Thursday, May 10

The Life and Legacy of Augustine, Accordion

It all started with this foreign film.  I got it out to watch late at night with Dad.  Bread and Tulips, it's called, or Pane e Tulipani in Italian.  It's about a busy mother who is accidentally left behind by her family during a road trip in Rome.  She impulsively decides to take the opportunity to do something she had always dreamed of - visit Venice.  While there, she ends up working in a florist, sharing a room with an old man whom she falls in love with, and becoming best friends with her neighbour, a holistic masseuse.  

At one point, she finds an old accordion and rekindles her childhood passion for playing it.  There is a beautiful scene in which she plays it.  


The love and feeling that goes into the action of playing this instrument was so beautiful that I was moved to watch more videos of accordions.  Before long, it was obvious that I couldn't last much longer before finding one myself.  There is something so deeply attractive about an instrument that you pump breath into and hold so closely as an extension of yourself.  As a pianist and cellist, it seemed a perfect merging of these two - a keyboard and a stroking sweeping arm movement that controlled volume and life.  

So I spent some time researching and speaking to a music teacher who has contacts in the accordion-playing world.  He recommended me to buy a Hohner accordion, with 120 bass.  I have had my finger on the pulse of eBay and Gumtree for a couple of months now, watching the listings with an eagle eye, looking out for something older, cheaper.  

And this is what I found.

Hohner Verdi III Piano Accordion

Hohner Verdi III Piano Accordion
  
This Hohner Verdi III piano accordion was made in Germany in the 1940s.  Her bellows are made of cardboard, gloved in leather and capped with metal.  Her keys are ivory, and her body is covered in an authentic mother-of-pearl veneer.  She comes in her original case.

Seeing her for the first time last night was an amazing experience.  I had never seen a piano accordion in real life before, and was surprised by the sheer weight.  The stretching of the bellows, which I thought would be a jaunty, fast action, is a slow and elephantine exhalation of lungs.  

Each of the 120 bass buttons provide a chord - a beautiful, hearty, resonating sound that immediately transports you to France, and then all of a sudden, to Italy, and then - no - I'm in Poland.  It has an unmistakable fog of atmosphere that drenches you in droplets from a dozen cultures.

And what is almost more magical than all of this, is the sense of memory and story behind her.  She is 72 years old.  She has been all around the world.  She came to Australia in a migrant ship and ended up in an antique store where the man I purchased her from stumbled upon her quite by accident.  

She has had a life before me, and just as she begins the prologue of a new adventure in my life, I have added another chapter in hers.  What a legacy, and what a beautiful thing to become a part of.  

I named her Augustine, after the last survivor of Trachimbrod, from Jonathan Safran Foer's Everything is Illuminated.  It would be so wonderful if I could write to story of Augustine's life, for what a life that  must be!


▸ **What you are asked to do**:
Skip the images and restate every line of the records exactly.

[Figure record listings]
======

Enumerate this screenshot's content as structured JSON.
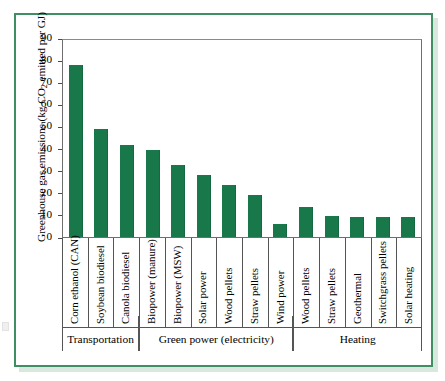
{
  "chart_data": {
    "type": "bar",
    "title": "",
    "xlabel": "",
    "ylabel": "Greenhouse gas emissions (kg CO2 emitted per GJ)",
    "ylabel_parts": {
      "before": "Greenhouse gas emissions (kg CO",
      "subscript": "2",
      "after": " emitted per GJ)"
    },
    "ylim": [
      0,
      90
    ],
    "ytick_labels": [
      "90",
      "80",
      "70",
      "60",
      "50",
      "40",
      "30",
      "20",
      "10",
      "0"
    ],
    "ytick_values": [
      90,
      80,
      70,
      60,
      50,
      40,
      30,
      20,
      10,
      0
    ],
    "grid": false,
    "legend": "none",
    "categories": [
      "Corn ethanol (CAN)",
      "Soybean biodiesel",
      "Canola biodiesel",
      "Biopower (manure)",
      "Biopower (MSW)",
      "Solar power",
      "Wood pellets",
      "Straw pellets",
      "Wind power",
      "Wood pellets",
      "Straw pellets",
      "Geothermal",
      "Switchgrass pellets",
      "Solar heating"
    ],
    "values": [
      78,
      49,
      41.5,
      39.5,
      32.5,
      28,
      23.5,
      19,
      6,
      13.5,
      9.5,
      9,
      9,
      9
    ],
    "bar_color": "#18784a",
    "groups": [
      {
        "label": "Transportation",
        "count": 3
      },
      {
        "label": "Green power (electricity)",
        "count": 6
      },
      {
        "label": "Heating",
        "count": 5
      }
    ]
  },
  "figure": {
    "frame_color": "#3f8f63"
  }
}
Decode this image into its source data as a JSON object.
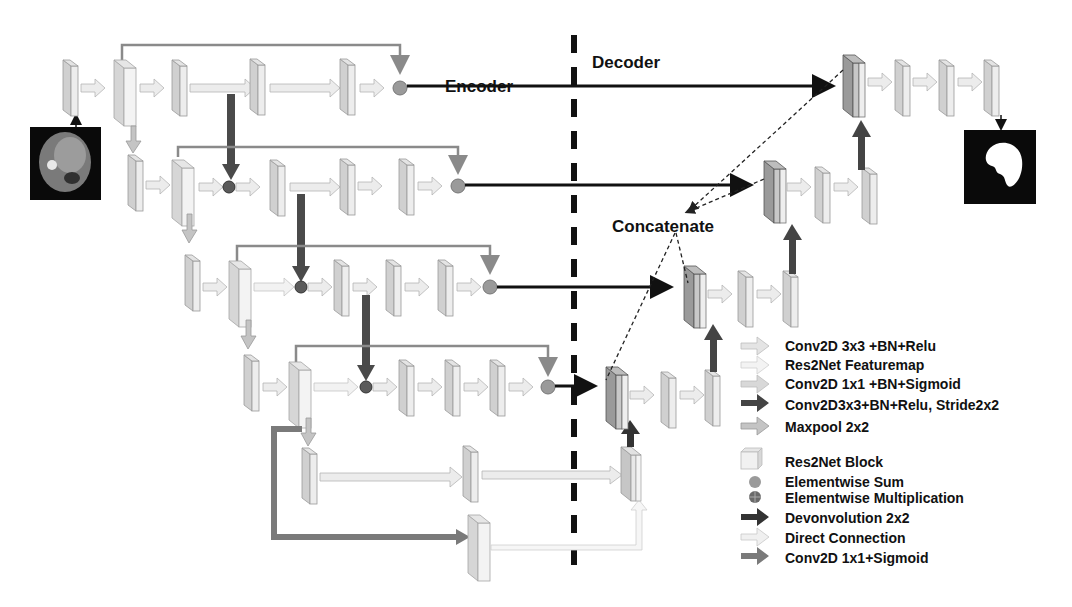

======

▸ **Written solution**:
Enumerate this screenshot's content as structured JSON.
{
  "chart_data": {
    "type": "bar",
    "title": "",
    "xlabel": "",
    "ylabel": "Greenhouse gas emissions (kg CO2 emitted per GJ)",
    "ylabel_parts": {
      "before": "Greenhouse gas emissions (kg CO",
      "subscript": "2",
      "after": " emitted per GJ)"
    },
    "ylim": [
      0,
      90
    ],
    "ytick_labels": [
      "90",
      "80",
      "70",
      "60",
      "50",
      "40",
      "30",
      "20",
      "10",
      "0"
    ],
    "ytick_values": [
      90,
      80,
      70,
      60,
      50,
      40,
      30,
      20,
      10,
      0
    ],
    "grid": false,
    "legend": "none",
    "categories": [
      "Corn ethanol (CAN)",
      "Soybean biodiesel",
      "Canola biodiesel",
      "Biopower (manure)",
      "Biopower (MSW)",
      "Solar power",
      "Wood pellets",
      "Straw pellets",
      "Wind power",
      "Wood pellets",
      "Straw pellets",
      "Geothermal",
      "Switchgrass pellets",
      "Solar heating"
    ],
    "values": [
      78,
      49,
      41.5,
      39.5,
      32.5,
      28,
      23.5,
      19,
      6,
      13.5,
      9.5,
      9,
      9,
      9
    ],
    "bar_color": "#18784a",
    "groups": [
      {
        "label": "Transportation",
        "count": 3
      },
      {
        "label": "Green power (electricity)",
        "count": 6
      },
      {
        "label": "Heating",
        "count": 5
      }
    ]
  },
  "figure": {
    "frame_color": "#3f8f63"
  }
}
Decode this image into its source data as a JSON object.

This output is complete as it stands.